When to Go Headless: Astro and Next.js for Premium Sites
What does it mean to go headless, and when should you?
Going headless means separating the part that manages your content from the part that visitors see, so the front end can be built with modern tools like Astro or Next.js for speed and control. You should consider it when performance really matters, when you want a site that feels custom rather than templated, or when you’ve outgrown what a standard builder can do.
It sounds technical, and the plumbing is, but the reason to care is simple: headless sites can be faster and more polished than almost anything a traditional builder produces.
What you actually gain
The headline benefit is speed. A well-built headless site can hit near-perfect performance scores, which means it loads almost instantly and feels effortless to use. That speed isn’t vanity. Faster sites keep more visitors and convert better, and search engines reward them.
The second benefit is freedom. You’re not boxed in by a theme or a platform’s limits. The design can be exactly what you want, and the site can do exactly what you need it to. For a premium brand, that difference between “looks custom” and “looks like a template” is the whole game.
When it’s worth it
Go headless when the site is a serious business asset, when performance is a real priority, or when you want something genuinely distinct. Premium professional services, ambitious product sites, and brands that care about the experience are the natural fit.
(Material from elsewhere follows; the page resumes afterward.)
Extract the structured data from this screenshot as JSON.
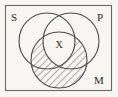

For example, rebuilding a site on Astro can take it from a slow, ordinary setup to near-perfect performance scores, which is the kind of jump that’s hard to achieve on a traditional builder no matter how much you tweak it. You can see the approach across our recent work, and our development service is built around exactly this kind of stack.
When it’s overkill
Don’t go headless for a simple site your team needs to edit constantly with no technical help, or for a low-stakes project where the extra build cost won’t pay back. The setup is more involved, and if you don’t need the speed or the custom design, a well-built WordPress site does the job with less complexity. Match the tool to the stakes — if you’re still deciding, weigh it against the mainstream builders in Webflow vs WordPress vs Framer or the fuller picture in WordPress, Framer, Webflow, or custom code.
Frequently Asked Questions
A well-built headless site is usually faster, often dramatically so, because the front end is optimized with modern tools rather than rendered by a traditional CMS. A poorly built headless site can still be slow, so the build quality matters more than the label.
Astro is excellent for content-focused marketing sites where speed is the priority, since it ships very little JavaScript by default. Next.js is the stronger pick when the site needs more interactivity or app-like features. Both produce fast, modern sites.